The China-US relationship will remain critical in the post-COVID-19 world, but in this area too what we are most likely to see is the reinforcement of existing trends: both are playing the blame-game, and there seems little chance that the two will get together in the interests of some higher purpose.
For both Washington and Beijing, critical domestic questions remain to be answered. Will the hydra-headed crisis consolidate Trump, or will it expose ‘Trumpism’? Will America’s prestige, already tarnished by its default on global leadership, be further damaged by the appearance of incompetence in managing the pandemic? How will the pandemic and its handling affect November’s Presidential election?
For China, trust in the regime, both at home and abroad, has been diminished by its delay in disclosing the virus. Xi Jingping is now taking a gamble in easing the restrictions introduced early in the pandemic. Premier Li Keqiang seems however to be more wary about declaring an early victory in case there is another outbreak, resulting perhaps from the large numbers of Chinese returning from overseas and the huge numbers of people crossing into China from neighbouring states. Questions must also arise about whether the economic crisis will disrupt Xi’s signature policy, the Belt and Road Initiative.
At the regional level, ASEAN has been exposed by the nature of the COVID-19 challenge. The initial threat, the pandemic, is essentially domestic; the response has had to be to mobilise domestic capabilities, but the ten states are very differently placed to do this. Some of the same could be said of the EU. In South Asia, Prime Minister Modi has taken a lead by reaching out to the South Asian Association for Regional Cooperation (SAARC) leaders, but much remains to be done.
On the brighter side, the door may have been opened to new thinking about regional trading arrangements. With the global system in turmoil, there may be a case for drivers of growth closer to home, in our own neighbourhoods, as it were.
The Free and Open Indo-Pacific idea may have lost some credibility as leaders have become preoccupied with their own issues, but it should not be written off. In the post COVID-19 landscape, China will press its intent and the ‘countervailing coalition’ must persist.

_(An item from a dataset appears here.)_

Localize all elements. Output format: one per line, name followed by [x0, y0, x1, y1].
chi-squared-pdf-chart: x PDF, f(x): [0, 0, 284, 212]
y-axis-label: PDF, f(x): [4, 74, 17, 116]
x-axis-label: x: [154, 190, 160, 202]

Whether there is an ‘Asia versus the West’ dimension to the post-COVID-19 debate will depend on what happens from here. At this stage Asia looks to have done better in coping with the pandemic, but there is a long way to go as it reaches into Indonesia and more vulnerable states. China will advocate an authoritarian model, arguing that it has been shown to have the tools and the capabilities. This narrative will be pressed hard over time and will have some appeal to leaders like Prime Minister Victor Orbán, who was already trending that way in Hungary. We will have to understand this narrative, and have a powerful counter-narrative which should embrace a clear understanding that ‘Asian’ and ‘authoritarian’ are not synonymous.
In all of this, we are groping in the dark. There is a long road ahead, but we must continue to think hard about the possibilities and be prepared to counter what we don’t like and to support what seems more promising.
Shyam Saran is a former Indian Foreign Secretary. A distinguished career diplomat, he has played an important part in India’s rise in the world. He has undertaken postings to Beijing, Tokyo, Myanmar and Indonesia. Ambassador Saran has served as the Prime Minister’s personal representative at G20, G8 and climate change summits. As the Prime Minister’s personal envoy, he played a key role in securing the 2006 US-India civil nuclear agreement.
These comments are part of a joint AusCSCAP-Asialink survey of regional perspectives on the strategic and foreign polucy implications of the COVID-19 pandemic.